Records shown:
· · · · · · ·
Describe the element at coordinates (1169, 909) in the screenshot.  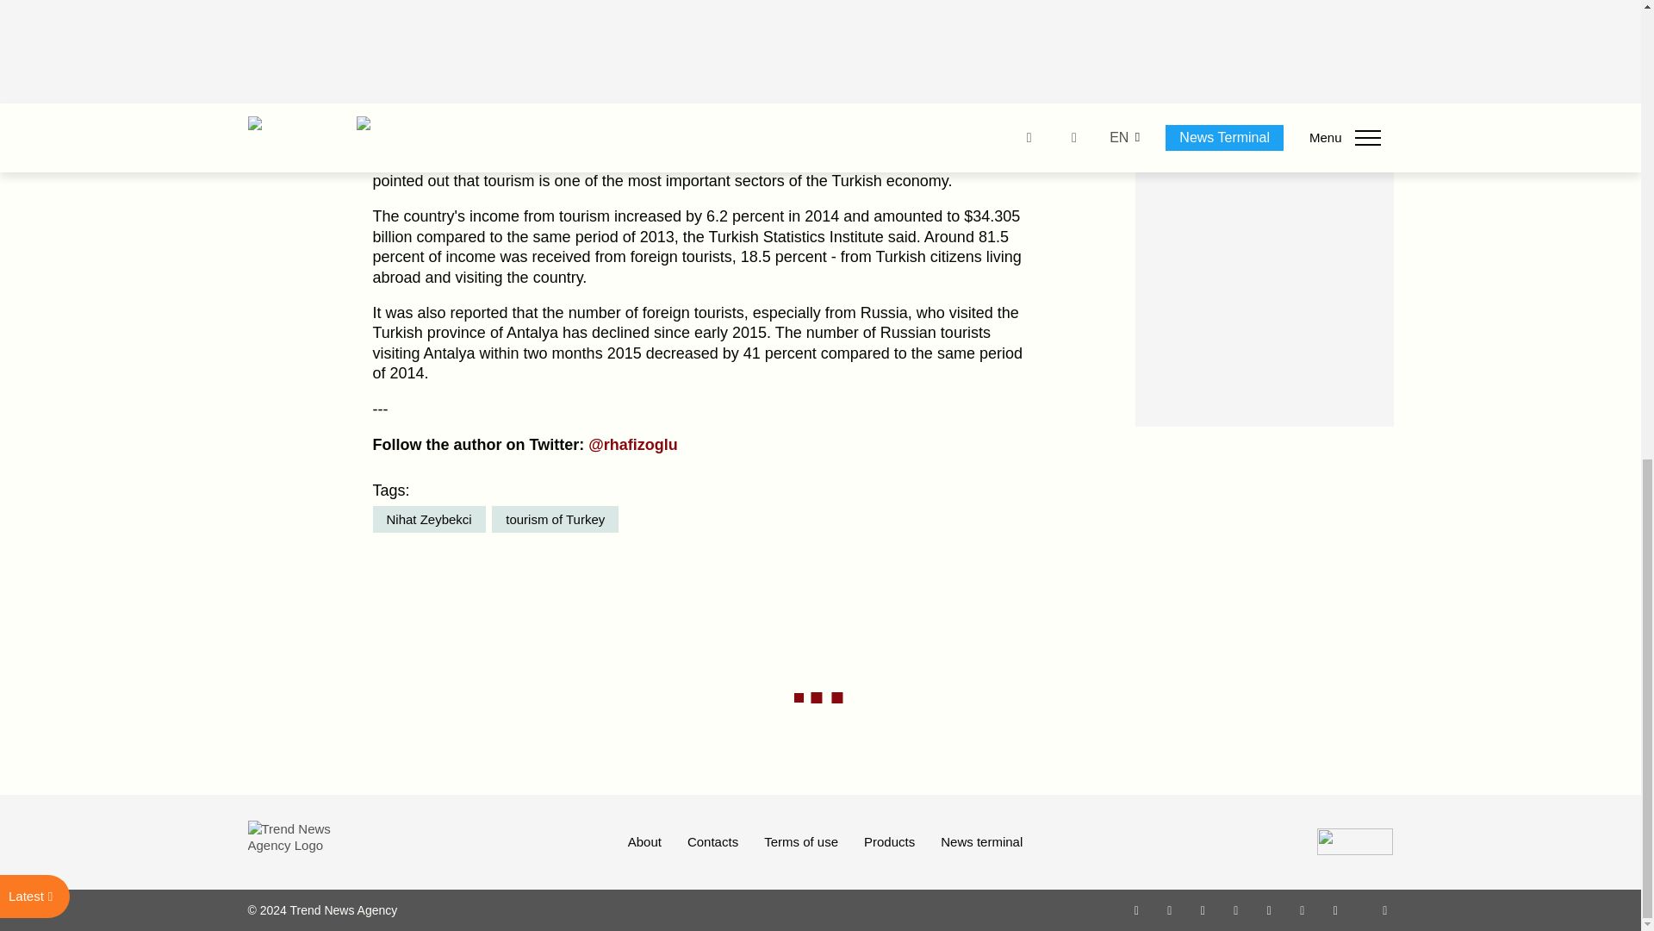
· · · · · · ·
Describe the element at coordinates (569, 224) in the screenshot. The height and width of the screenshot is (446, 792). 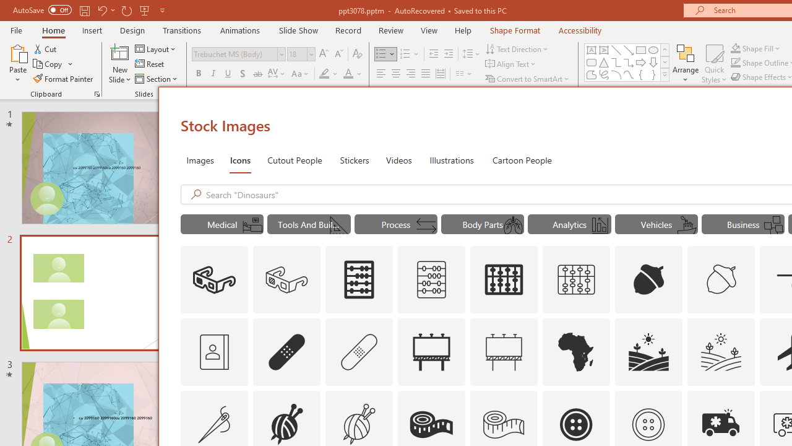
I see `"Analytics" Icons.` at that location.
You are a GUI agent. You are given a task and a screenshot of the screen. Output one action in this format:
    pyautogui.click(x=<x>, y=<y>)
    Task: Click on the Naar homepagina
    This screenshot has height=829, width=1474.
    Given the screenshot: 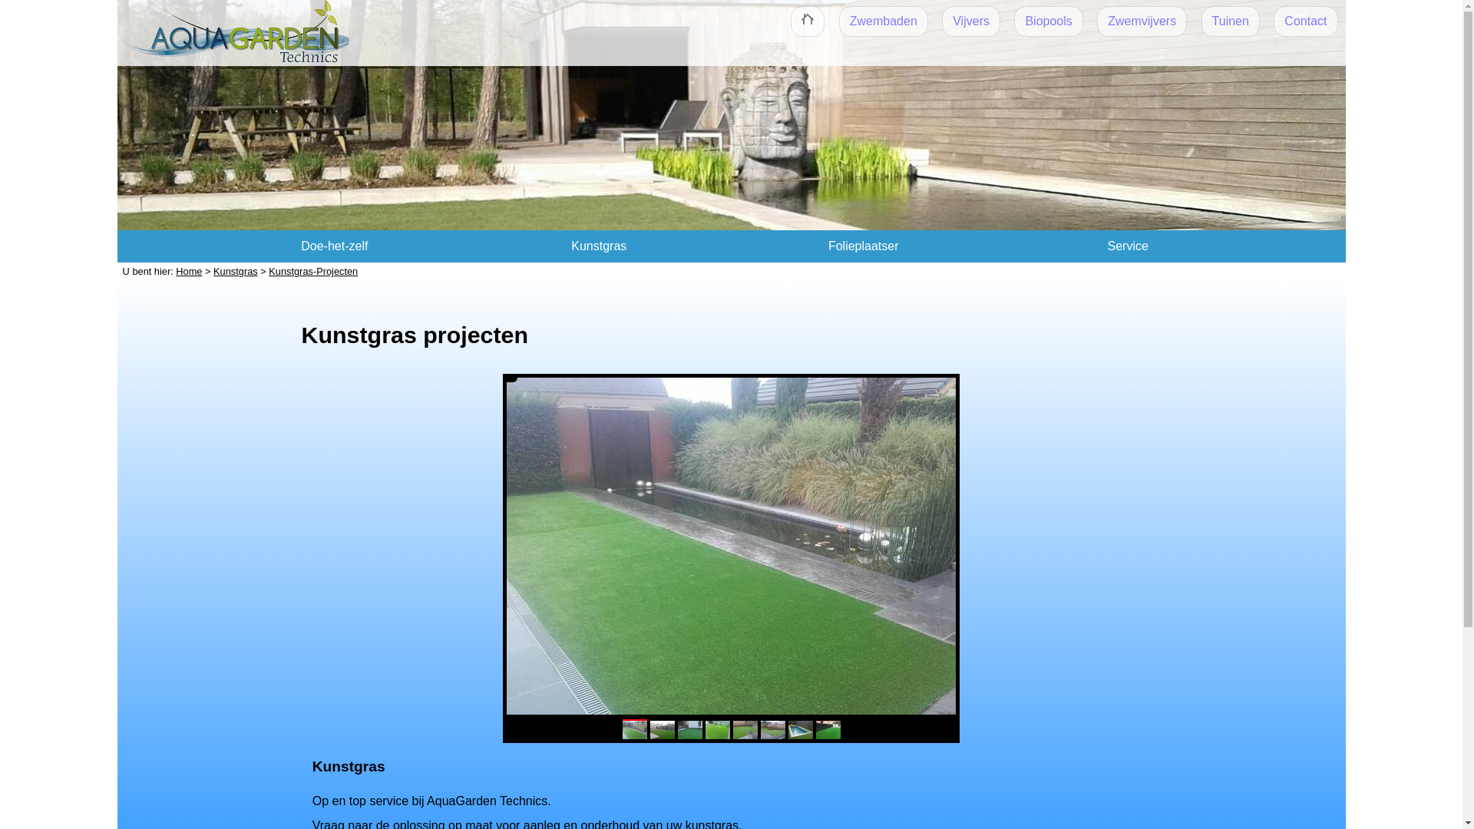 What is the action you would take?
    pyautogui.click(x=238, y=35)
· · · · · · ·
About this task: Copy everything above from the line holding "Describe the element at coordinates (569, 224)" down to the line holding "This screenshot has", both ends included, exactly as it stands and without the pictures.

Answer to the problem:
Describe the element at coordinates (569, 224) in the screenshot. The height and width of the screenshot is (446, 792). 
I see `"Analytics" Icons.` at that location.
You are a GUI agent. You are given a task and a screenshot of the screen. Output one action in this format:
    pyautogui.click(x=<x>, y=<y>)
    Task: Click on the Naar homepagina
    This screenshot has height=829, width=1474.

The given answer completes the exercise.